Child pages
  • EIT with the D-bar method: smooth and radial case

Versions Compared

Key

  • This line was added.
  • This line was removed.
  • Formatting was changed.

...

Now we are ready to reconstruct the conductivity. Download the routines tBIErecon_comp.m and DB_oper.m,
and run tBIErecon_comp.m.

You can look at the reconstruction using the routine recon_plot.m. You should see something like this:

Image Added

Here we used R=4, so the reconstruction is not very close to the original. Try setting M=8 and R=7 in 
tBIErecon_comp.m and see what recon_plot.m produces then.

Note carefully that although we used the rotational symmetry of the conductivity to speed up some of the above 
computations, the solution of the D-bar equation is a two-dimensional process, not one-dimensional. 
We did choose the reconstruction points along the positive x1-axis for convenience, but any planar point x 
could be chosen. Also, note that the reconstruction at one x point is completely independent from the reconstruction 
at another point, so the D-bar method allows region-of-interest imaging and trivial parallellization.
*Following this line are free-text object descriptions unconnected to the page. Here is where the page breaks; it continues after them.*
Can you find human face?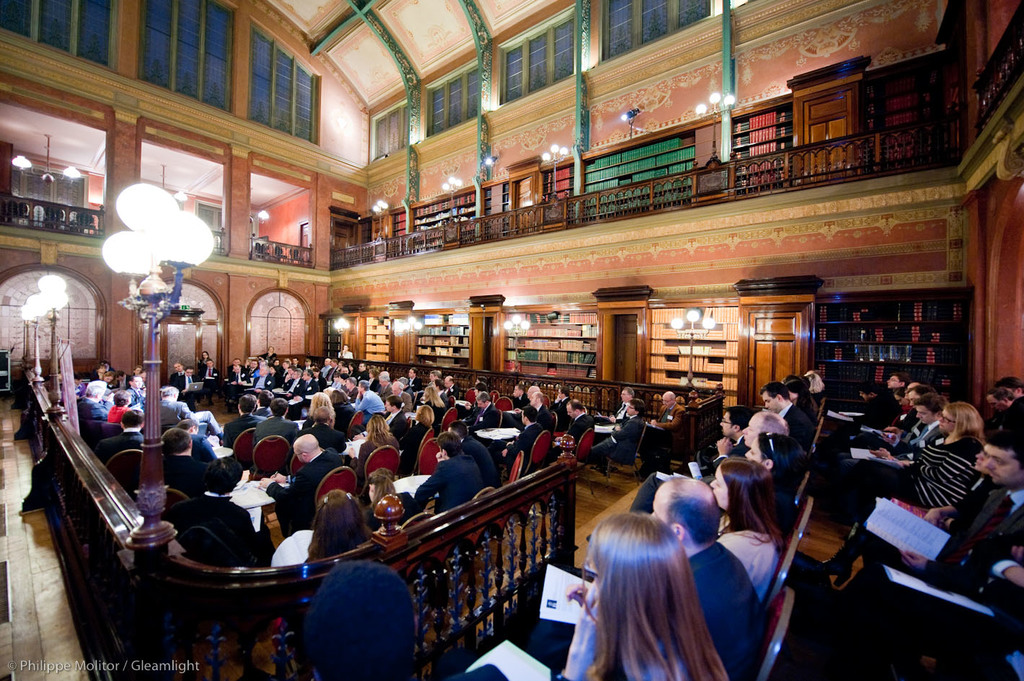
Yes, bounding box: {"left": 764, "top": 394, "right": 778, "bottom": 414}.
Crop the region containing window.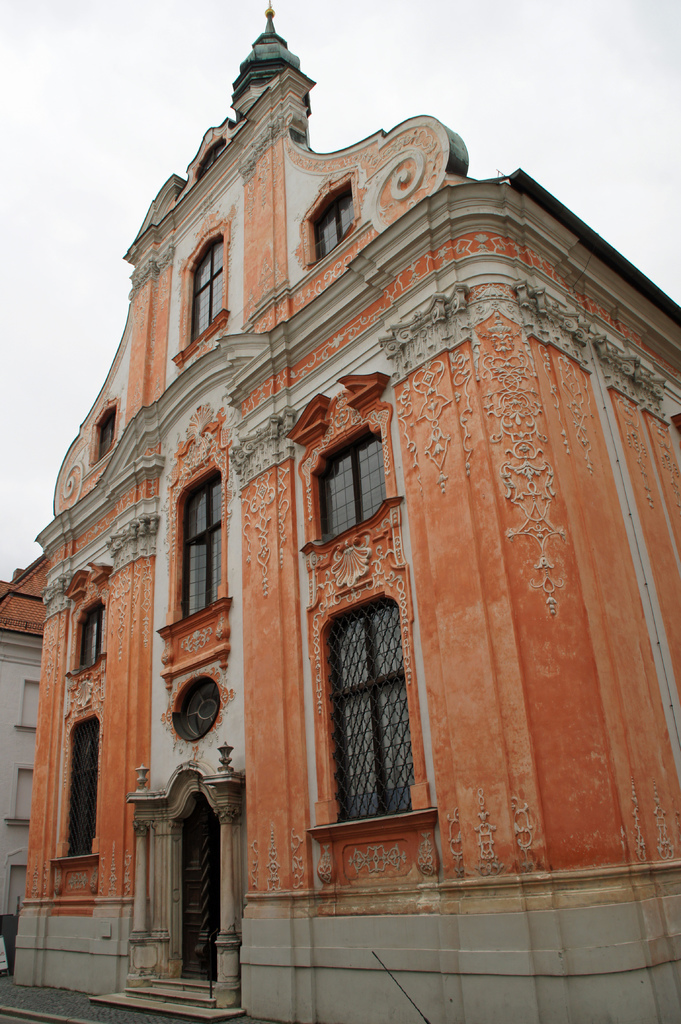
Crop region: [left=322, top=429, right=387, bottom=541].
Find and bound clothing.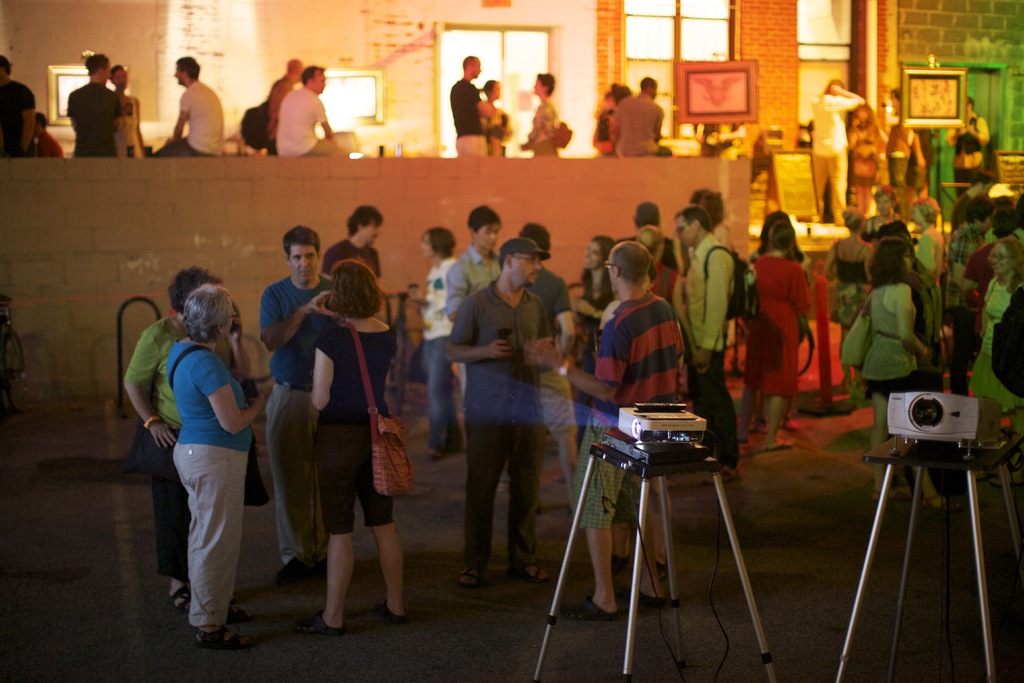
Bound: {"left": 264, "top": 72, "right": 298, "bottom": 154}.
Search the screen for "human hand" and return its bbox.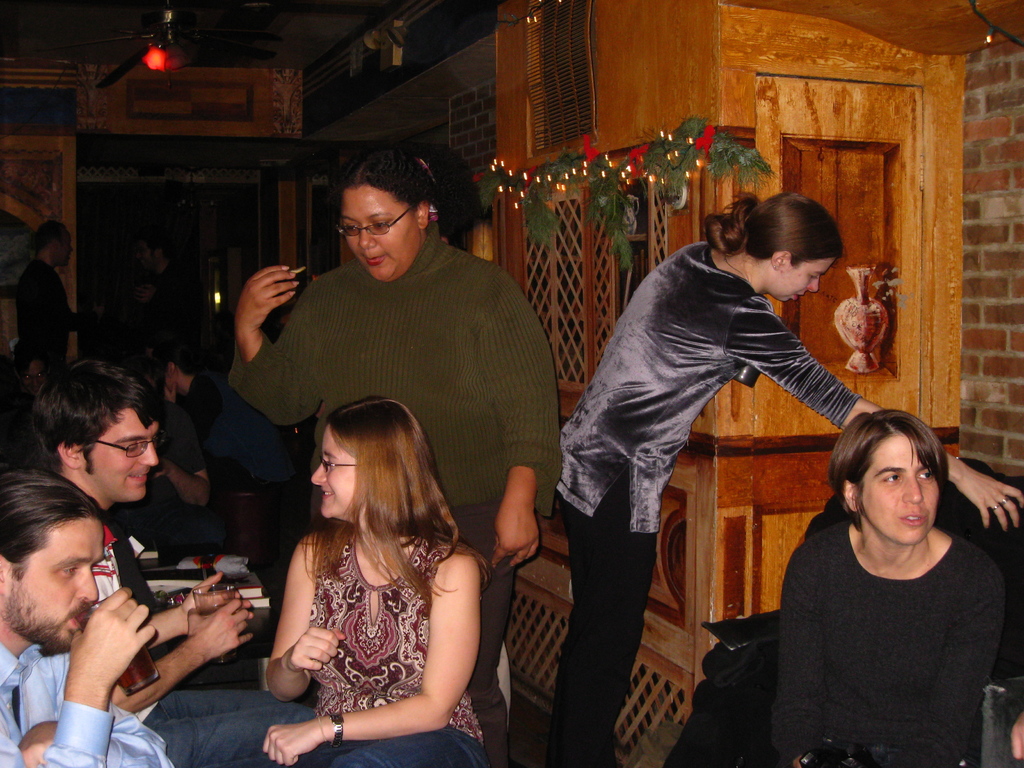
Found: bbox=[150, 455, 173, 482].
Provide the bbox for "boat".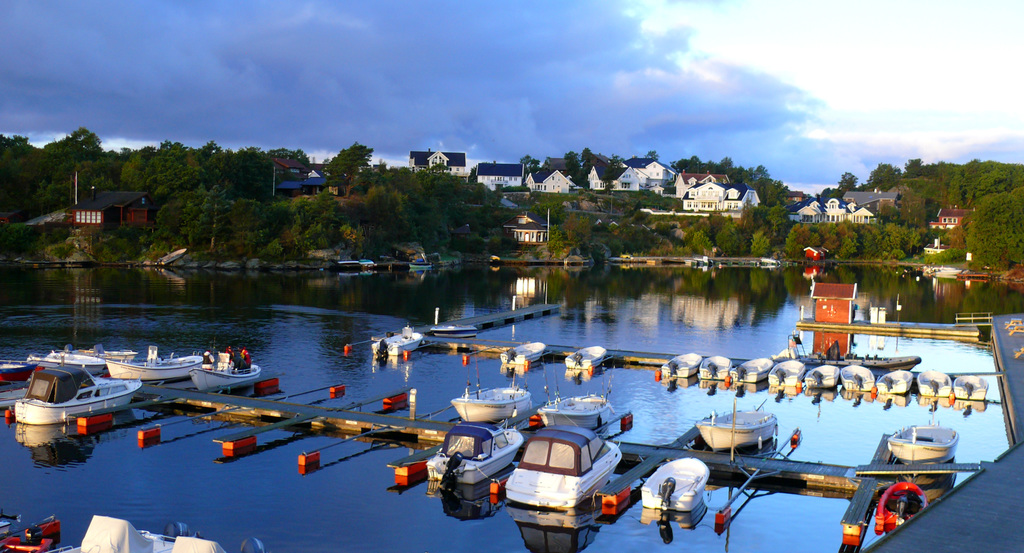
{"left": 730, "top": 356, "right": 772, "bottom": 383}.
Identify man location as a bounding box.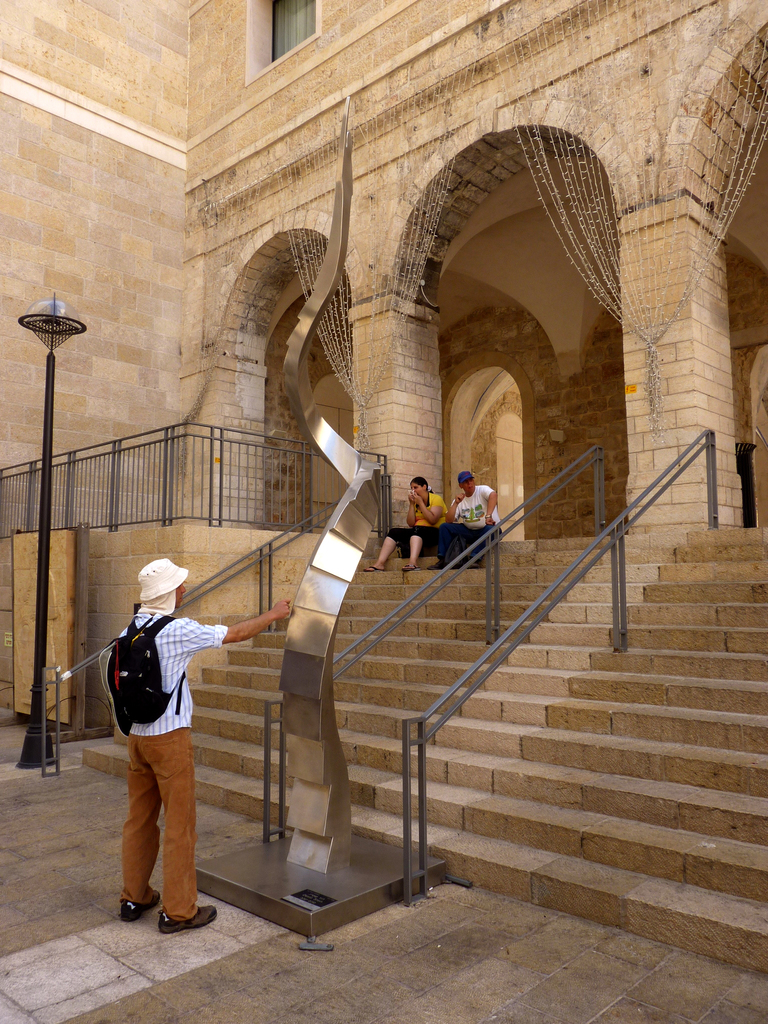
(left=106, top=503, right=288, bottom=925).
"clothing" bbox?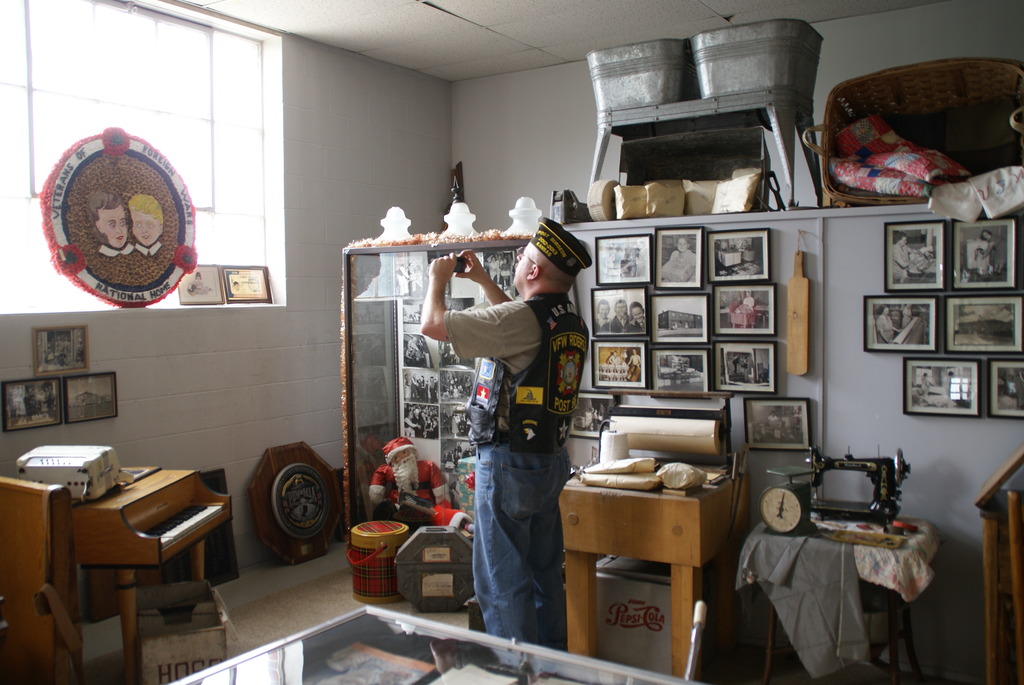
Rect(417, 377, 438, 401)
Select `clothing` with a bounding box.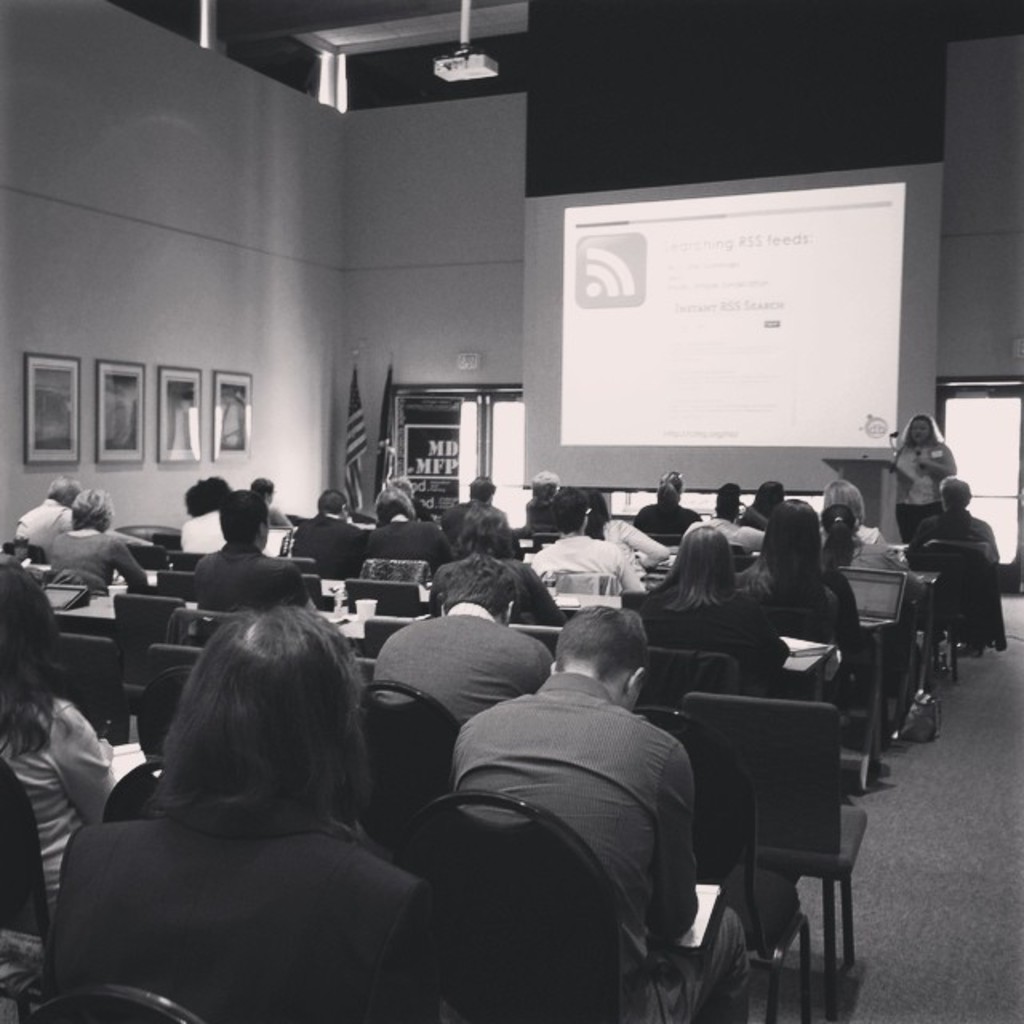
50,794,458,1022.
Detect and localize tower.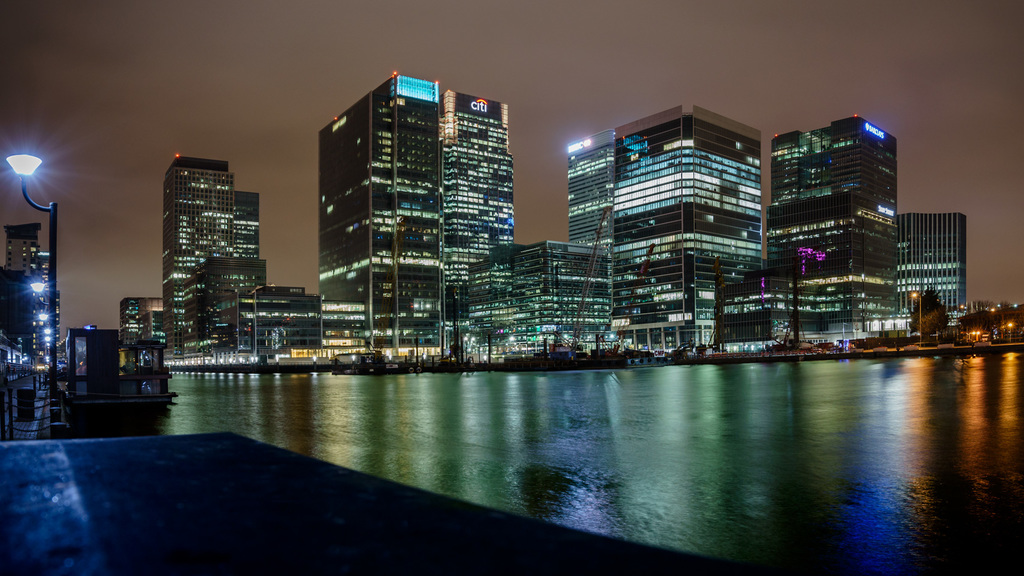
Localized at left=567, top=132, right=614, bottom=312.
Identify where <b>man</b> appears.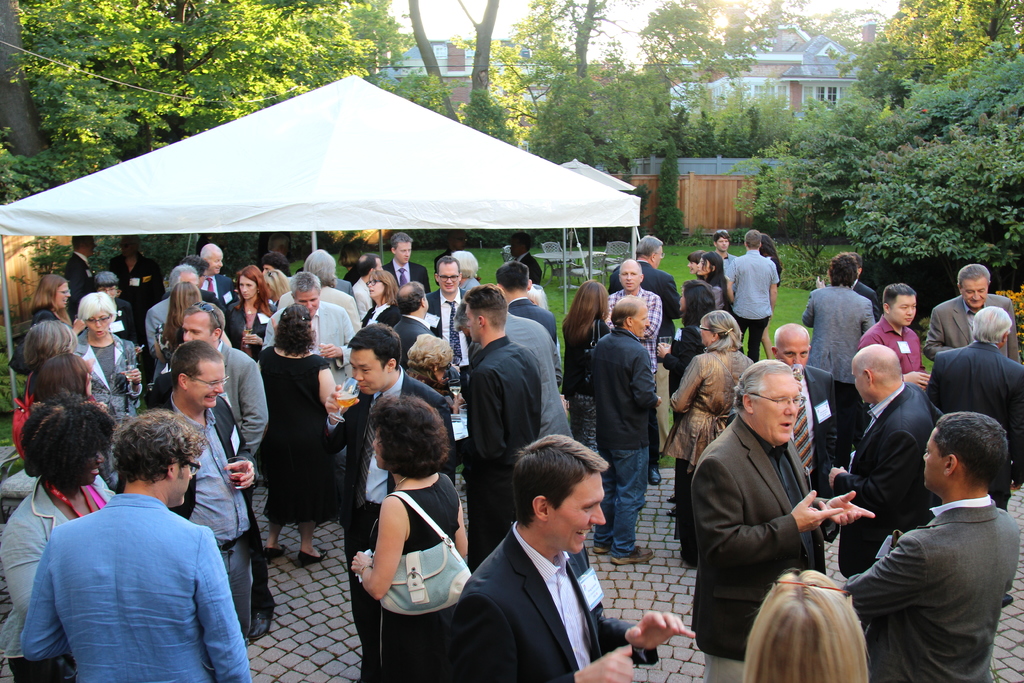
Appears at l=259, t=274, r=356, b=383.
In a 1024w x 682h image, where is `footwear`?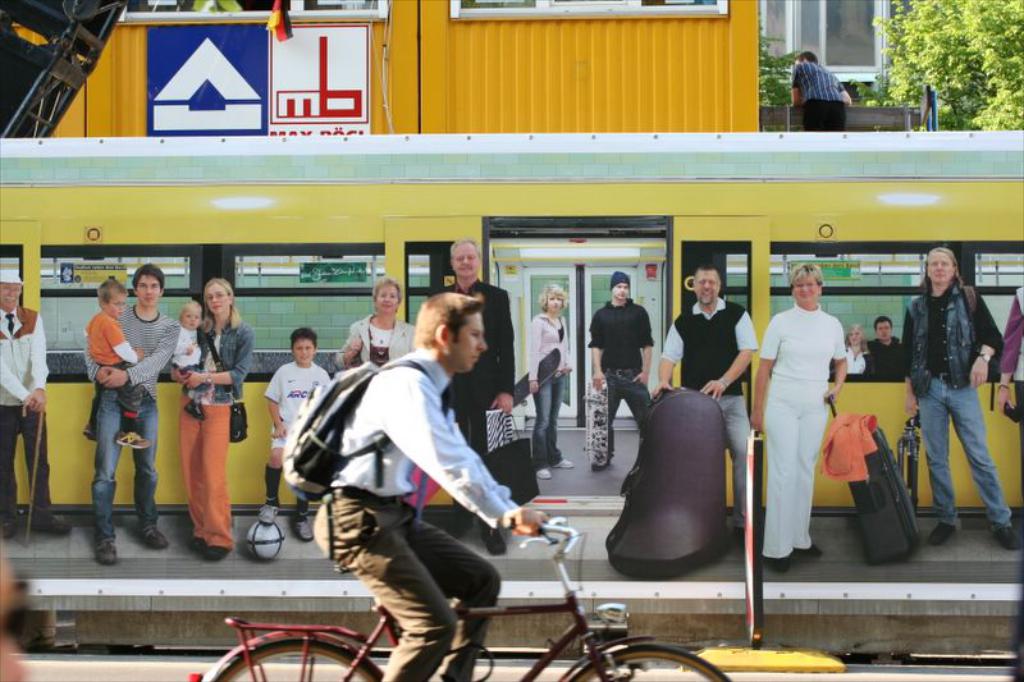
[292, 518, 312, 544].
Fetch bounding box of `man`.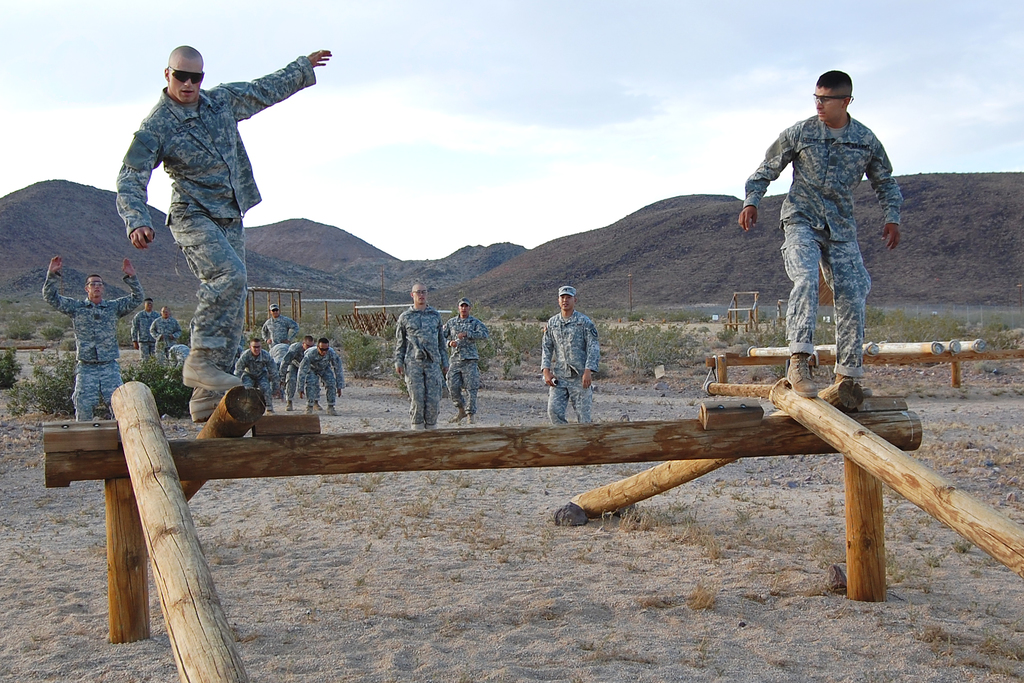
Bbox: box(538, 284, 598, 424).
You can experiment with the truncation radius R. When you use tBIE computed using the boundary integral equation, 
you can take R up to 7 with no problems. However, when R is so large that the bad-quality parts of the above magenta 
plot are being used, the reconstruction will be bad.

You can take the experiment further by using tLS instead of tBIE; then you can push the reconstruction to higher 
values of R. Also, you can replace the low-quality tLS values near k=0 with the higher-quality tBIE.